Do I need Academic Korean for TOPIK II?
For the higher levels, effectively yes. TOPIK II covers Levels 3 through 6, and the writing section is the most-cited reason capable students plateau at Level 5 rather than reaching Level 6. Level 6 corresponds roughly to CEFR C1 and above and is the usual floor for graduate study in a Korean-medium program. Level 4 is the typical entry floor for undergraduate admission. Academic register work, structured writing, hedging, the formal endings, is what moves the writing score, so it is central to serious TOPIK II preparation.
I am a heritage speaker, fluent at home. Is Academic Korean still worth lessons?
Often it is the most worthwhile register a heritage speaker can add. Conversational fluency from a Korean-speaking household does not include writing a structured Korean argument, reading Sino-Korean academic vocabulary at density, or the formal citation conventions of a field. Heritage speakers usually progress fast here because the listening foundation is already in place. The work is the written register, and a tutor builds it on top of what you already have rather than starting over.
Can a tutor help with a thesis or paper I am actually writing in Korean?
Yes, and bringing real work is the most productive way to use these lessons. Tutors work on your actual document, an abstract, a thesis chapter, a literature review, a seminar paper, rather than generic exercises. They map your draft against the standard 논문 structure, tighten the academic register, check that your citation style matches your field, and work on the connective tissue between sections. Bring a document to the trial lesson if you have one in progress.
How much Hanja do I need for academic Korean?
You need to read it, more than to write it. Korean academic vocabulary is heavily Sino-Korean, and a reader who can decompose those compounds reads at speed while a reader who cannot reads slowly and guesses. Tutors build the recognition habit through real academic texts rather than isolated character drills. You will not be writing papers in Hanja, modern academic Korean is written in Hangul, but recognizing the Sino-Korean roots inside the vocabulary is what makes dense reading manageable.
Which citation style does academic Korean use?
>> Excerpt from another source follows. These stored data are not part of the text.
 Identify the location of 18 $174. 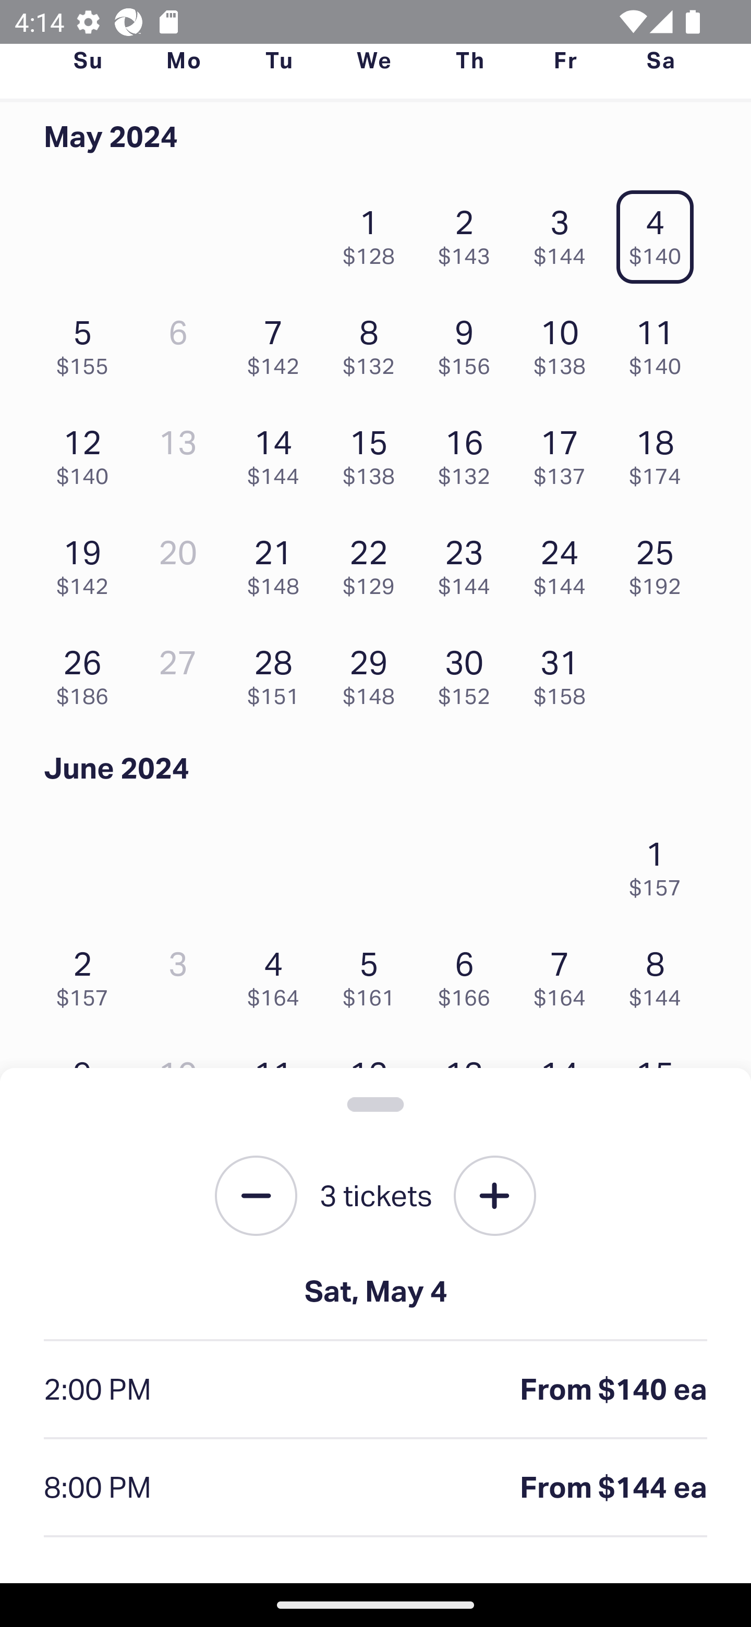
(660, 452).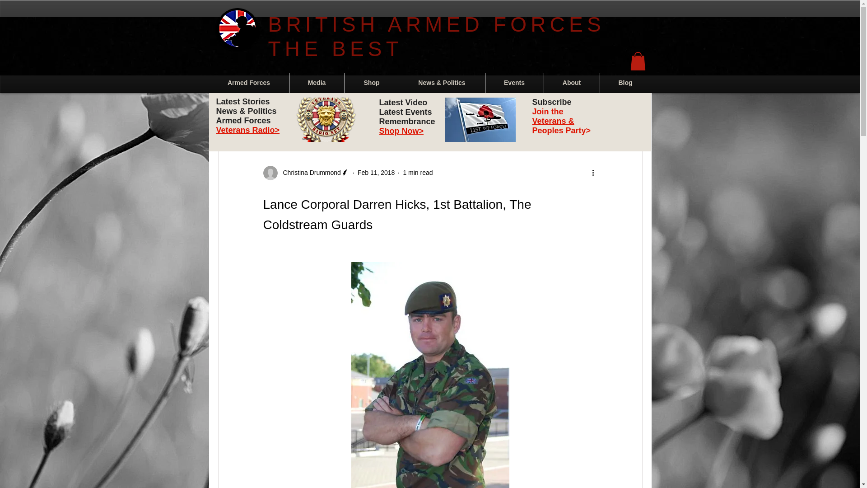  What do you see at coordinates (458, 111) in the screenshot?
I see `Charities` at bounding box center [458, 111].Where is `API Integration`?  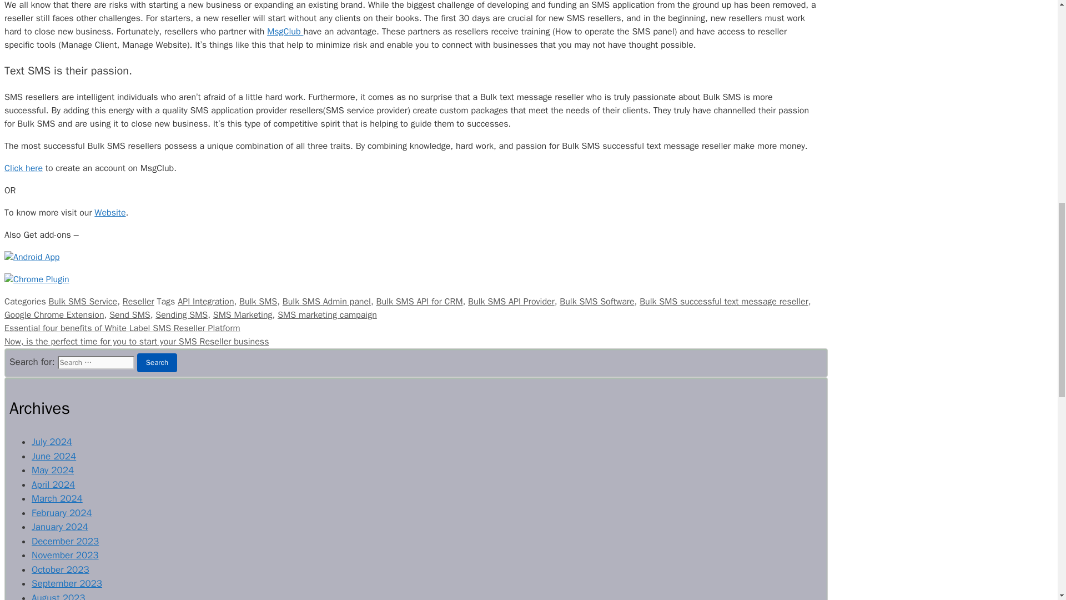 API Integration is located at coordinates (205, 301).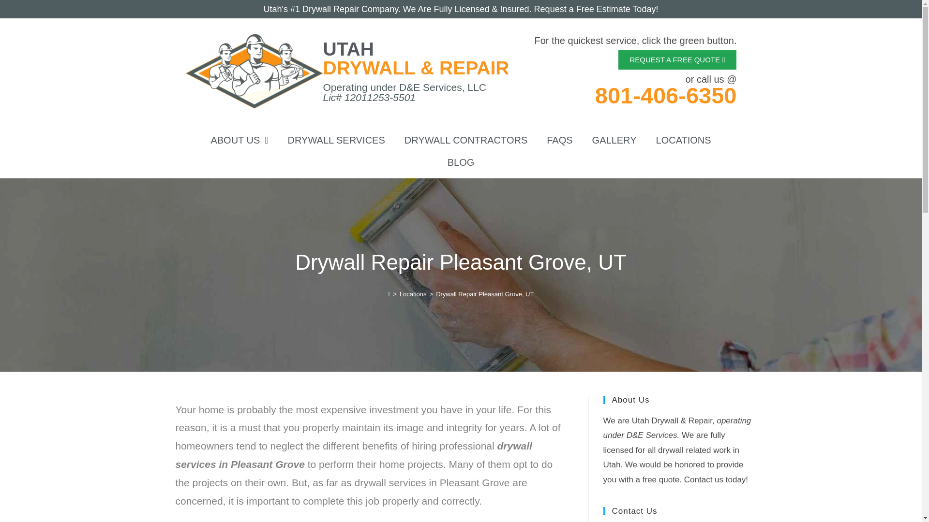 The image size is (929, 522). I want to click on Locations, so click(413, 294).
It depends on your field. Korean social sciences and natural sciences have moved heavily toward APA over the past two decades. The humanities, including literature, history, and philosophy, still favor a Korean-modified Chicago style with parenthetical citations in the form author, year, then page. Using the convention your field does not expect is an immediate marker of an outsider, so a tutor calibrates this to your specific discipline early.
Can I take Academic Korean lessons online?
Yes. Most of our Academic Korean tutors teach online by Zoom or Jitsi and work with students worldwide, which suits this specialty well since the lessons center on shared documents and texts. Several tutors also teach in person, and our Korean classes page covers the in-person options for students near Los Angeles. The booking widget on each tutor's profile shows available formats. Document-based register work translates cleanly to an online lesson.
How long does it take to reach an academic level in Korean?
It depends honestly on your starting point and your goal. A learner who is already solid in conversational Korean can build a usable academic reading habit in several months of focused work. Reaching TOPIK Level 6, the level most graduate programs want, typically takes nine to twelve months of committed study for a student already at Level 5, and the writing section is the usual limiter. Your tutor sets concrete weekly targets at the trial and adjusts from where you genuinely test, not from where you hope to be.